True, but it's a fucking 5 lbs weight. Unless your Clean and press is 3 lbs, there's no stability to be gained here. The point of the post was not the movement, rather it was the claim that there was spinal stability improvement taking place in the video. The same training effect could have been achieved while eating a bowl of cereal in the bottom of a squat.
Delete.
Last edited by pstein; 05-29-2017 at 11:58 PM.
I did that once. I'm a pretty mobile guy, for what it's worth. 95 lbs on the bar, front squatted and tried to press it. Got about 3/4ths of the way up, then lost balance and I fell on my ass. It was fun, at least.
It's a pretty standard WL text in the US, though I admit it's painfully long and not the best in organization. I'm told Drechsler's (sp?) WL Encyclopedia is better, though I can't find a copy of it for less than $40. Maybe when I'm less broke, I'll buy it.
On another note:
Went to the gym on Sunday. I'm occupying one of the racks and three high school guys come in. One guy clearly the leader.
Leader puts 225 on the bar and squats to depth, with his heels coming way off the ground. In tennis shoes, but whatever. #2 does the same thing, but stops about 3 in high each time. #3 puts 135 on and can't hit depth. Leader talks about "knees not coming over the toes."
Ironically, I started my work sets of high bar, atg squats then. I can't low bar, my shoulders are too fucked up (but weirdly, I can snatch just fine).
Squats end, they switch to DLs. Leader does "bounce and go" reps at 275 or 245, I couldn't see the last plate too well (this gym has the Rogue hi-temp plates, which I hate for their general size/bounciness). #2 does 225 or so. #3 comes to the bar and starts with 135, horrible back rounding. Guys rest between sets, repeat. #3 comes up again, same horrible back rounding. At some point, leader walks off somewhere else. I yell "chest up!" at the kid on his last rep. Finally, I can't take it anymore. I tell the guy that I've hurt my back a lot doing DLs, which is true (before SS, I didn't DL because I'd invariably hurt myself). I walk over to the bar and demonstrate the five step set up (midfoot, shins, etc.). Pull the weight from the floor. Guys watch and seem to pay attention. I walk back to my platform and keep squatting. They go through the rotation again, #3 sets up like he's doing a clean pull.
At that point, I just left them alone. All I hope is that #3 is okay. Leader and #2 can be stupid all they want. I hope some new guy doesn't get hurt because he can't figure out technique.
I'm not even going to mention the wrecks their "power cleans" (read: explosive upright rows) were.
Last edited by pstein; 05-30-2017 at 12:07 AM.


Task to carry out => Without including any image, retype the records word for word.

Data to use =>

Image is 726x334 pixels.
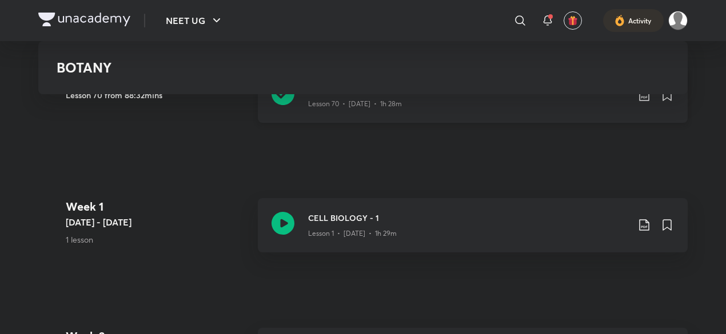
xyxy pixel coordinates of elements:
[308,212,628,224] h3: CELL BIOLOGY - 1
[38,13,130,26] img: Company Logo
[66,234,249,246] p: 1 lesson
[258,198,688,266] a: CELL BIOLOGY - 1Lesson 1 • [DATE] • 1h 29m
[66,89,249,101] h5: Lesson 70 from 88:32mins
[308,99,402,109] p: Lesson 70 • [DATE] • 1h 28m
[568,15,578,26] img: avatar
[564,11,582,30] button: avatar
[159,9,230,32] button: NEET UG
[57,59,504,76] h3: BOTANY
[614,14,625,27] img: activity
[258,69,688,137] a: BIOTECHNOLOGY : PRINCIPLES AND PROCESSES - 4Lesson 70 • [DATE] • 1h 28m
[66,215,249,229] h5: [DATE] - [DATE]
[668,11,688,30] img: Aman raj
[308,229,397,239] p: Lesson 1 • [DATE] • 1h 29m
[66,198,249,215] h4: Week 1
[38,13,130,29] a: Company Logo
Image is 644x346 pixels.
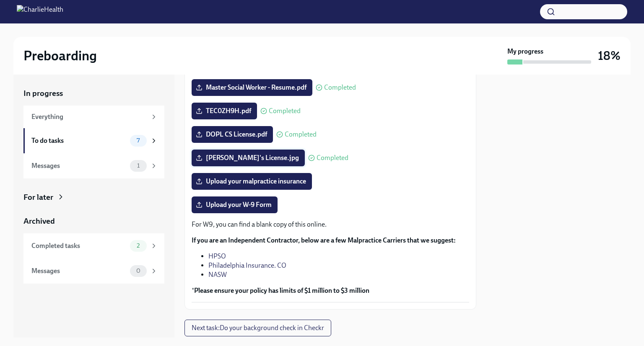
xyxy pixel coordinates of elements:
span: TEC0ZH9H.pdf [198,107,251,115]
label: [PERSON_NAME]'s License.jpg [192,150,305,166]
span: Upload your W-9 Form [198,201,272,209]
label: DOPL CS License.pdf [192,126,273,143]
a: Everything [24,106,164,128]
strong: If you are an Independent Contractor, below are a few Malpractice Carriers that we suggest: [192,236,456,244]
div: Messages [31,267,126,275]
div: Completed tasks [31,242,126,250]
span: 7 [132,137,145,144]
strong: Please ensure your policy has limits of $1 million to $3 million [194,286,369,294]
span: Completed [269,107,301,115]
a: Archived [24,216,164,227]
span: DOPL CS License.pdf [198,130,267,139]
a: Philadelphia Insurance. CO [208,261,287,269]
label: TEC0ZH9H.pdf [192,103,257,119]
strong: My progress [507,47,543,56]
a: Messages0 [24,258,164,284]
span: [PERSON_NAME]'s License.jpg [198,154,299,162]
a: Messages1 [24,153,164,178]
p: For W9, you can find a blank copy of this online. [192,220,470,229]
a: NASW [208,271,227,279]
img: CharlieHealth [16,5,64,18]
div: Messages [31,162,126,170]
div: To do tasks [31,137,126,145]
label: Upload your malpractice insurance [192,173,312,190]
span: Next task : Do your background check in Checkr [192,324,324,332]
span: Completed [324,84,356,91]
span: 2 [132,242,145,249]
button: Next task:Do your background check in Checkr [185,319,331,337]
label: Upload your W-9 Form [192,196,277,213]
div: For later [24,192,53,202]
a: For later [24,192,164,202]
a: In progress [24,88,164,99]
h3: 18% [598,48,620,64]
span: 1 [132,162,145,169]
span: 0 [131,268,145,274]
label: Master Social Worker - Resume.pdf [192,79,313,96]
span: Master Social Worker - Resume.pdf [198,83,306,92]
span: Completed [285,131,317,138]
a: To do tasks7 [24,128,164,153]
span: Upload your malpractice insurance [198,177,306,186]
span: Completed [317,155,349,162]
div: Everything [31,112,147,122]
a: Completed tasks2 [24,233,164,258]
a: HPSO [208,252,226,260]
h2: Preboarding [24,47,97,64]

Reply to the task =>
Image is 726x334 pixels.
xyxy pixel coordinates of elements:
[308,212,628,224] h3: CELL BIOLOGY - 1
[38,13,130,26] img: Company Logo
[66,234,249,246] p: 1 lesson
[258,198,688,266] a: CELL BIOLOGY - 1Lesson 1 • [DATE] • 1h 29m
[66,89,249,101] h5: Lesson 70 from 88:32mins
[308,99,402,109] p: Lesson 70 • [DATE] • 1h 28m
[568,15,578,26] img: avatar
[564,11,582,30] button: avatar
[159,9,230,32] button: NEET UG
[57,59,504,76] h3: BOTANY
[614,14,625,27] img: activity
[258,69,688,137] a: BIOTECHNOLOGY : PRINCIPLES AND PROCESSES - 4Lesson 70 • [DATE] • 1h 28m
[66,215,249,229] h5: [DATE] - [DATE]
[668,11,688,30] img: Aman raj
[308,229,397,239] p: Lesson 1 • [DATE] • 1h 29m
[66,198,249,215] h4: Week 1
[38,13,130,29] a: Company Logo
Image is 644x346 pixels.
xyxy pixel coordinates of elements:
span: TEC0ZH9H.pdf [198,107,251,115]
label: [PERSON_NAME]'s License.jpg [192,150,305,166]
span: Upload your W-9 Form [198,201,272,209]
label: DOPL CS License.pdf [192,126,273,143]
a: Everything [24,106,164,128]
strong: If you are an Independent Contractor, below are a few Malpractice Carriers that we suggest: [192,236,456,244]
div: Messages [31,267,126,275]
div: Completed tasks [31,242,126,250]
span: 7 [132,137,145,144]
strong: Please ensure your policy has limits of $1 million to $3 million [194,286,369,294]
span: Completed [269,107,301,115]
a: Archived [24,216,164,227]
span: DOPL CS License.pdf [198,130,267,139]
a: Philadelphia Insurance. CO [208,261,287,269]
label: TEC0ZH9H.pdf [192,103,257,119]
strong: My progress [507,47,543,56]
a: Messages0 [24,258,164,284]
span: [PERSON_NAME]'s License.jpg [198,154,299,162]
a: Messages1 [24,153,164,178]
p: For W9, you can find a blank copy of this online. [192,220,470,229]
a: NASW [208,271,227,279]
img: CharlieHealth [16,5,64,18]
div: Messages [31,162,126,170]
div: To do tasks [31,137,126,145]
label: Upload your malpractice insurance [192,173,312,190]
span: Next task : Do your background check in Checkr [192,324,324,332]
span: Completed [324,84,356,91]
span: 2 [132,242,145,249]
button: Next task:Do your background check in Checkr [185,319,331,337]
label: Upload your W-9 Form [192,196,277,213]
div: For later [24,192,53,202]
a: For later [24,192,164,202]
a: In progress [24,88,164,99]
h3: 18% [598,48,620,64]
span: 1 [132,162,145,169]
span: 0 [131,268,145,274]
label: Master Social Worker - Resume.pdf [192,79,313,96]
span: Master Social Worker - Resume.pdf [198,83,306,92]
span: Completed [285,131,317,138]
a: To do tasks7 [24,128,164,153]
span: Upload your malpractice insurance [198,177,306,186]
span: Completed [317,155,349,162]
div: Everything [31,112,147,122]
a: Completed tasks2 [24,233,164,258]
a: HPSO [208,252,226,260]
h2: Preboarding [24,47,97,64]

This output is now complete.